Goodbye to all That

Posted by | January 06, 2009 | Uncategorized | No Comments

skull

2008 was an early end to a decade with no name. The post millennium? The new century? The decadent decade, perhaps? It was an entire era of price without value, a zeitgeist that artists would surely try to capture, symbolically. But how to do it and still sell your work? Perhaps Damien Hirst knew how?

Damien Hirst is very rich and he is not stupid. His most daring work of art was an elaborate joke that could have become a symbol of this decade that closed down early – a platinum and diamond-crusted real human skull, the world’s most vulgar trophy. Like a gorilla hand ashtray or an elephant foot umbrella stand, this $100 million decorative, anatomical, bling trinket needed to be sold to someone very rich and very stupid for it to be complete, a tasteless prize that was bought and therefore self-awarded rather than given.

Who would be the recipient of this severed head which was completely covered in money, but in less money ($25M) than its asking price ($100M)? Would it be a Russian oligarch, a Manhattan property tycoon, a member of the Saud family, a London hedge fund manager, a vapid LA Youtube celebrity or any other of the monstrous avatars of the decadent decade. Sadly, even the diamond skull was a flop, and was rumored to have been bought by Hirst himself, to save face. Like the hedge fund managers, Hirst became rich but didn’t leave the legacy he wanted, and the contemporary art market, which peaked with his $170M takings at the “Beautiful Inside My Head Forever” sale, was merely a bubble created by the recently rich who wanted new stuff rather than antiques and wished for the million dollar art equivalent of fast food, to buy taste, immediately.

But this bubble was particularly symbolic. The contemporary art market was leveraged beyond real estate and stocks and artists were part of the culture they could have been dissecting and rebelling against, they were collaborators rather than renegades. The sudden demise of famous living artists tells a better story than the art itself ever could.

Ben Lewis tells the story of the contemporary art bubble in Prospect:

“While British house prices took six years to double at the start of this century, contemporary art managed it in just one, 2006-07. (Over the same period, old masters went up by just 7.6 per cent and British 17th to 19th century watercolours actually lost value.) Contemporary art in the emerging economies did even better. The value of its sales in China increased by 983 per cent in one year (2005-06). In Russia they rose 2,365 per cent in five years (2000-05), while its stock market increased by “only” about 300 per cent…The Chinese painter Zhang Xiaogang saw his work appreciate 6,000 times, from $1,000 to $6m (1999-2008); work by the American artist Richard Prince went up 60 to 80 times (2003-2008). The German painter Anselm Reyle was unknown in 2003; you could have picked up one of his stripe paintings for €14,000. Now he has a studio with 60 assistants turning them out for about €200,000 each.”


Problem requirements: Search the records for the word "Religious" and report each line that has it.

━━ Exercise materials

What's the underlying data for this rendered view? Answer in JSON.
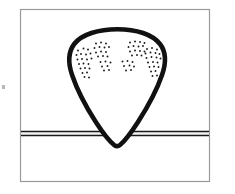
{
  "figure": {
    "domain": "diagram",
    "title": "",
    "caption": "",
    "canvas": {
      "width": 235,
      "height": 194,
      "background": "#ffffff"
    },
    "frame": {
      "name": "figure-border",
      "x": 20.5,
      "y": 9.5,
      "width": 189,
      "height": 172,
      "stroke": "#9a9a9a",
      "stroke_width": 1.2,
      "fill": "#ffffff"
    },
    "ground_line": {
      "name": "substrate-double-line",
      "label": "",
      "stroke": "#1a1a1a",
      "x_start": 21,
      "x_end": 209,
      "y_top": 131.6,
      "y_bottom": 135.4,
      "stroke_width": 1.5,
      "gap_fill": "#f2f2f2"
    },
    "blob": {
      "name": "teardrop-outline",
      "label": "",
      "stroke": "#111111",
      "stroke_width": 4.6,
      "fill": "#ffffff",
      "apex_y": 29,
      "tip_y": 147,
      "left_x": 72,
      "right_x": 164,
      "path": "M 117.5 29.2 C 136.5 29.2 152.5 34.4 160.0 44.0 C 167.0 53.0 166.0 63.5 162.0 75.0 C 157.0 89.5 147.0 108.0 138.0 122.0 C 131.5 132.0 125.0 141.0 120.0 145.0 C 118.2 146.5 116.2 146.6 114.4 145.2 C 109.2 141.2 102.4 132.2 95.8 122.0 C 86.6 107.8 76.8 89.2 72.0 74.8 C 68.2 63.4 67.4 53.0 74.2 44.0 C 81.6 34.3 98.4 29.2 117.5 29.2 Z"
    },
    "stipple": {
      "name": "stipple-dot-field",
      "label": "",
      "dot_color": "#1a1a1a",
      "dot_radius": 0.95,
      "cluster_count": 6,
      "total_dots": 118,
      "clusters": [
        {
          "name": "cluster-far-left",
          "cx": 84,
          "cy": 62,
          "dots": [
            [
              78.0,
              50.5
            ],
            [
              83.5,
              48.5
            ],
            [
              88.0,
              49.5
            ],
            [
              76.5,
              55.0
            ],
            [
              81.0,
              54.0
            ],
            [
              86.0,
              54.5
            ],
            [
              90.5,
              53.5
            ],
            [
              77.5,
              59.5
            ],
            [
              82.0,
              59.0
            ],
            [
              87.0,
              59.5
            ],
            [
              91.5,
              58.5
            ],
            [
              79.0,
              64.0
            ],
            [
              83.5,
              63.5
            ],
            [
              88.5,
              64.0
            ],
            [
              80.5,
              68.5
            ],
            [
              85.0,
              68.0
            ],
            [
              89.5,
              68.5
            ],
            [
              82.5,
              73.0
            ],
            [
              87.0,
              72.5
            ],
            [
              84.5,
              77.0
            ],
            [
              89.0,
              77.5
            ]
          ]
        },
        {
          "name": "cluster-left-inner",
          "cx": 101,
          "cy": 50,
          "dots": [
            [
              96.0,
              43.5
            ],
            [
              101.0,
              42.5
            ],
            [
              106.0,
              43.5
            ],
            [
              94.5,
              48.0
            ],
            [
              99.5,
              47.0
            ],
            [
              104.5,
              47.5
            ],
            [
              109.0,
              47.0
            ],
            [
              96.0,
              52.5
            ],
            [
              101.0,
              51.5
            ],
            [
              106.0,
              52.0
            ],
            [
              98.0,
              56.5
            ],
            [
              103.0,
              56.0
            ],
            [
              107.5,
              56.5
            ]
          ]
        },
        {
          "name": "cluster-center-left-sparse",
          "cx": 106,
          "cy": 66,
          "dots": [
            [
              100.5,
              62.0
            ],
            [
              105.5,
              61.5
            ],
            [
              110.5,
              62.5
            ],
            [
              102.0,
              66.5
            ],
            [
              107.5,
              66.0
            ],
            [
              104.0,
              70.5
            ],
            [
              109.0,
              70.0
            ]
          ]
        },
        {
          "name": "cluster-center-right-sparse",
          "cx": 128,
          "cy": 66,
          "dots": [
            [
              122.5,
              61.5
            ],
            [
              127.5,
              61.0
            ],
            [
              132.5,
              62.0
            ],
            [
              124.0,
              66.0
            ],
            [
              129.5,
              65.5
            ],
            [
              134.0,
              66.5
            ],
            [
              126.0,
              70.5
            ],
            [
              131.0,
              70.0
            ]
          ]
        },
        {
          "name": "cluster-right-inner",
          "cx": 137,
          "cy": 49,
          "dots": [
            [
              130.0,
              42.5
            ],
            [
              135.0,
              41.5
            ],
            [
              140.0,
              42.0
            ],
            [
              144.5,
              43.0
            ],
            [
              128.5,
              47.0
            ],
            [
              133.5,
              46.0
            ],
            [
              138.5,
              46.5
            ],
            [
              143.0,
              46.0
            ],
            [
              130.0,
              51.5
            ],
            [
              135.0,
              50.5
            ],
            [
              140.0,
              51.0
            ],
            [
              144.5,
              51.5
            ],
            [
              132.0,
              55.5
            ],
            [
              137.0,
              55.0
            ],
            [
              141.5,
              55.5
            ]
          ]
        },
        {
          "name": "cluster-far-right",
          "cx": 152,
          "cy": 63,
          "dots": [
            [
              147.0,
              49.0
            ],
            [
              152.0,
              48.0
            ],
            [
              157.0,
              49.5
            ],
            [
              145.5,
              53.5
            ],
            [
              150.5,
              52.5
            ],
            [
              155.5,
              53.0
            ],
            [
              159.5,
              54.0
            ],
            [
              146.5,
              58.0
            ],
            [
              151.5,
              57.0
            ],
            [
              156.5,
              57.5
            ],
            [
              160.5,
              58.5
            ],
            [
              148.0,
              62.5
            ],
            [
              153.0,
              62.0
            ],
            [
              157.5,
              62.5
            ],
            [
              149.5,
              67.0
            ],
            [
              154.0,
              66.5
            ],
            [
              158.5,
              67.0
            ],
            [
              151.0,
              71.5
            ],
            [
              155.5,
              71.0
            ],
            [
              152.5,
              76.0
            ],
            [
              157.0,
              75.5
            ]
          ]
        }
      ]
    },
    "margin_mark": {
      "name": "left-margin-artifact",
      "x": 2,
      "y": 85,
      "width": 3,
      "height": 4,
      "color": "#b8b8b8"
    }
  }
}
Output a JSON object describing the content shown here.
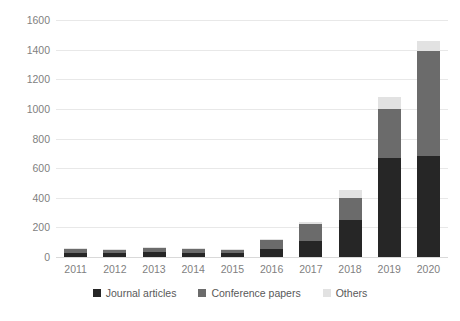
{
  "chart_data": {
    "type": "bar",
    "stacked": true,
    "title": "",
    "subtitle": "",
    "xlabel": "",
    "ylabel": "",
    "ylim": [
      0,
      1600
    ],
    "ytick_step": 200,
    "grid": true,
    "legend_position": "bottom",
    "categories": [
      "2011",
      "2012",
      "2013",
      "2014",
      "2015",
      "2016",
      "2017",
      "2018",
      "2019",
      "2020"
    ],
    "ytick_labels": [
      "0",
      "200",
      "400",
      "600",
      "800",
      "1000",
      "1200",
      "1400",
      "1600"
    ],
    "series": [
      {
        "name": "Journal articles",
        "color": "#262626",
        "values": [
          30,
          30,
          35,
          30,
          25,
          55,
          110,
          250,
          670,
          680
        ]
      },
      {
        "name": "Conference papers",
        "color": "#6b6b6b",
        "values": [
          25,
          20,
          25,
          25,
          25,
          60,
          110,
          150,
          330,
          710
        ]
      },
      {
        "name": "Others",
        "color": "#e2e2e2",
        "values": [
          5,
          5,
          5,
          5,
          5,
          10,
          15,
          50,
          80,
          70
        ]
      }
    ],
    "totals": [
      60,
      55,
      65,
      60,
      55,
      125,
      235,
      450,
      1080,
      1460
    ]
  },
  "legend": {
    "items": [
      {
        "label": "Journal articles",
        "color": "#262626"
      },
      {
        "label": "Conference papers",
        "color": "#6b6b6b"
      },
      {
        "label": "Others",
        "color": "#e2e2e2"
      }
    ]
  }
}
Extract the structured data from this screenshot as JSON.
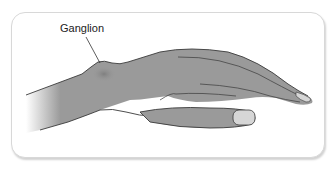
{
  "figure": {
    "annotation_label": "Ganglion",
    "colors": {
      "skin": "#9a9a9a",
      "skin_dark": "#7d7d7d",
      "outline": "#3a3a3a",
      "nail": "#d6d6d6",
      "frame_border": "#d8d8d8",
      "background": "#ffffff"
    }
  }
}
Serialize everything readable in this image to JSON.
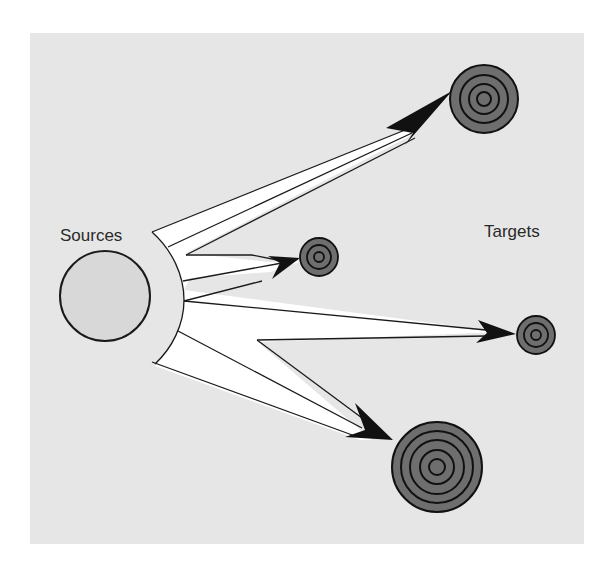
{
  "diagram": {
    "source_label": "Sources",
    "target_label": "Targets",
    "colors": {
      "background": "#e6e6e6",
      "source_fill": "#d8d8d8",
      "target_fill": "#6e6e6e",
      "arrow_fill": "#ffffff",
      "stroke": "#1a1a1a"
    },
    "targets": [
      {
        "id": "top-large",
        "rings": 4
      },
      {
        "id": "middle-small",
        "rings": 3
      },
      {
        "id": "right-small",
        "rings": 3
      },
      {
        "id": "bottom-large",
        "rings": 5
      }
    ]
  }
}
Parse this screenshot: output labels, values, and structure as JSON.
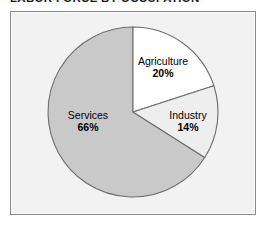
{
  "title": "LABOR FORCE BY OCCUPATION",
  "colors": {
    "frame_border": "#8a8a8a",
    "frame_background": "#f2f2f2",
    "slice_outline": "#6e6e6e",
    "agriculture_fill": "#ffffff",
    "industry_fill": "#eeeeee",
    "services_fill": "#c9c9c9",
    "label_text": "#000000",
    "title_text": "#1a1a1a"
  },
  "labels": {
    "agriculture": {
      "name": "Agriculture",
      "value": "20%"
    },
    "industry": {
      "name": "Industry",
      "value": "14%"
    },
    "services": {
      "name": "Services",
      "value": "66%"
    }
  },
  "chart_data": {
    "type": "pie",
    "title": "LABOR FORCE BY OCCUPATION",
    "subtitle": "",
    "xlabel": "",
    "ylabel": "",
    "categories": [
      "Agriculture",
      "Industry",
      "Services"
    ],
    "values": [
      20,
      14,
      66
    ],
    "value_labels": [
      "20%",
      "14%",
      "66%"
    ],
    "units": "percent",
    "total": 100,
    "start_angle_deg": 0,
    "direction": "clockwise",
    "slice_colors": [
      "#ffffff",
      "#eeeeee",
      "#c9c9c9"
    ],
    "legend": false,
    "legend_position": "none",
    "labels_inside_slices": true,
    "grid": false,
    "annotations": []
  }
}
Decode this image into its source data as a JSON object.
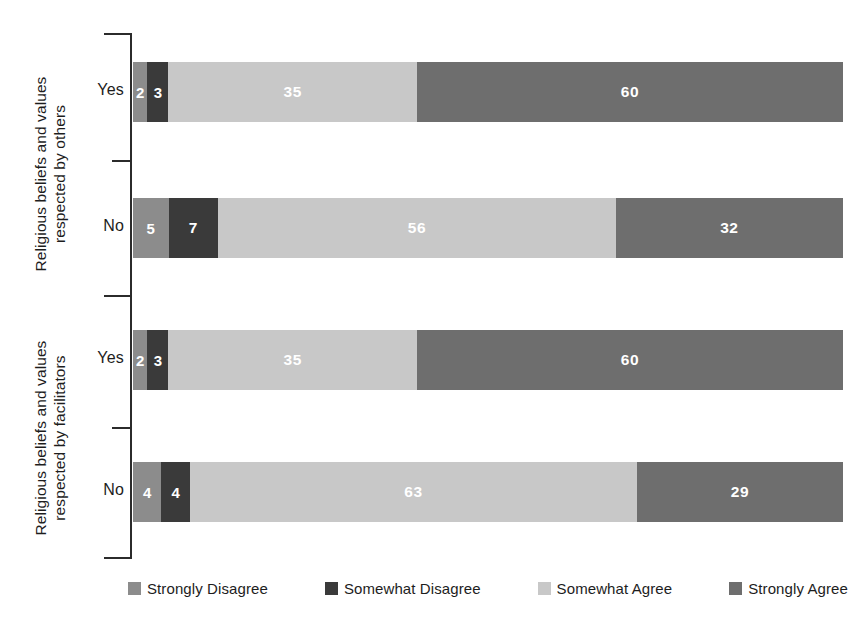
{
  "chart_data": {
    "type": "bar",
    "orientation": "horizontal",
    "stacked": true,
    "stack_mode": "percent",
    "title": "",
    "subtitle": "",
    "xlabel": "",
    "ylabel": "",
    "xlim": [
      0,
      100
    ],
    "grid": false,
    "legend_position": "bottom",
    "group_labels": [
      "Religious beliefs and values\nrespected by others",
      "Religious beliefs and values\nrespected by facilitators"
    ],
    "categories": [
      "Yes",
      "No",
      "Yes",
      "No"
    ],
    "legend": [
      "Strongly Disagree",
      "Somewhat Disagree",
      "Somewhat Agree",
      "Strongly Agree"
    ],
    "series": [
      {
        "name": "Strongly Disagree",
        "values": [
          2,
          5,
          2,
          4
        ]
      },
      {
        "name": "Somewhat Disagree",
        "values": [
          3,
          7,
          3,
          4
        ]
      },
      {
        "name": "Somewhat Agree",
        "values": [
          35,
          56,
          35,
          63
        ]
      },
      {
        "name": "Strongly Agree",
        "values": [
          60,
          32,
          60,
          29
        ]
      }
    ],
    "colors": {
      "strongly_disagree": "#8c8c8c",
      "somewhat_disagree": "#3a3a3a",
      "somewhat_agree": "#c8c8c8",
      "strongly_agree": "#6e6e6e",
      "axis": "#2b2b2b",
      "value_label": "#ffffff",
      "background": "#ffffff"
    },
    "groups": [
      {
        "label": "Religious beliefs and values\nrespected by others",
        "rows": [
          {
            "category": "Yes",
            "values": [
              2,
              3,
              35,
              60
            ]
          },
          {
            "category": "No",
            "values": [
              5,
              7,
              56,
              32
            ]
          }
        ]
      },
      {
        "label": "Religious beliefs and values\nrespected by facilitators",
        "rows": [
          {
            "category": "Yes",
            "values": [
              2,
              3,
              35,
              60
            ]
          },
          {
            "category": "No",
            "values": [
              4,
              4,
              63,
              29
            ]
          }
        ]
      }
    ]
  },
  "bars": [
    {
      "category": "Yes",
      "segments": [
        {
          "label": "Strongly Disagree",
          "value": "2",
          "pct": 2,
          "color": "#8c8c8c"
        },
        {
          "label": "Somewhat Disagree",
          "value": "3",
          "pct": 3,
          "color": "#3a3a3a"
        },
        {
          "label": "Somewhat Agree",
          "value": "35",
          "pct": 35,
          "color": "#c8c8c8"
        },
        {
          "label": "Strongly Agree",
          "value": "60",
          "pct": 60,
          "color": "#6e6e6e"
        }
      ]
    },
    {
      "category": "No",
      "segments": [
        {
          "label": "Strongly Disagree",
          "value": "5",
          "pct": 5,
          "color": "#8c8c8c"
        },
        {
          "label": "Somewhat Disagree",
          "value": "7",
          "pct": 7,
          "color": "#3a3a3a"
        },
        {
          "label": "Somewhat Agree",
          "value": "56",
          "pct": 56,
          "color": "#c8c8c8"
        },
        {
          "label": "Strongly Agree",
          "value": "32",
          "pct": 32,
          "color": "#6e6e6e"
        }
      ]
    },
    {
      "category": "Yes",
      "segments": [
        {
          "label": "Strongly Disagree",
          "value": "2",
          "pct": 2,
          "color": "#8c8c8c"
        },
        {
          "label": "Somewhat Disagree",
          "value": "3",
          "pct": 3,
          "color": "#3a3a3a"
        },
        {
          "label": "Somewhat Agree",
          "value": "35",
          "pct": 35,
          "color": "#c8c8c8"
        },
        {
          "label": "Strongly Agree",
          "value": "60",
          "pct": 60,
          "color": "#6e6e6e"
        }
      ]
    },
    {
      "category": "No",
      "segments": [
        {
          "label": "Strongly Disagree",
          "value": "4",
          "pct": 4,
          "color": "#8c8c8c"
        },
        {
          "label": "Somewhat Disagree",
          "value": "4",
          "pct": 4,
          "color": "#3a3a3a"
        },
        {
          "label": "Somewhat Agree",
          "value": "63",
          "pct": 63,
          "color": "#c8c8c8"
        },
        {
          "label": "Strongly Agree",
          "value": "29",
          "pct": 29,
          "color": "#6e6e6e"
        }
      ]
    }
  ],
  "axis": {
    "group_others": "Religious beliefs and values\nrespected by others",
    "group_facilitators": "Religious beliefs and values\nrespected by facilitators",
    "cat_yes_top": "Yes",
    "cat_no_top": "No",
    "cat_yes_bottom": "Yes",
    "cat_no_bottom": "No"
  },
  "legend": {
    "items": [
      {
        "label": "Strongly Disagree",
        "color": "#8c8c8c"
      },
      {
        "label": "Somewhat Disagree",
        "color": "#3a3a3a"
      },
      {
        "label": "Somewhat Agree",
        "color": "#c8c8c8"
      },
      {
        "label": "Strongly Agree",
        "color": "#6e6e6e"
      }
    ]
  }
}
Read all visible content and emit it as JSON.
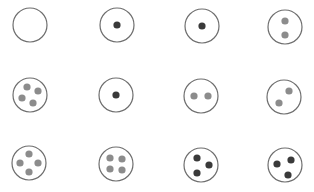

━━━━

Answer box:
      "Religious beliefs and values\nrespected by others",
      "Religious beliefs and values\nrespected by facilitators"
        "label": "Religious beliefs and values\nrespected by others",
        "label": "Religious beliefs and values\nrespected by facilitators",
    "group_others": "Religious beliefs and values\nrespected by others",
    "group_facilitators": "Religious beliefs and values\nrespected by facilitators",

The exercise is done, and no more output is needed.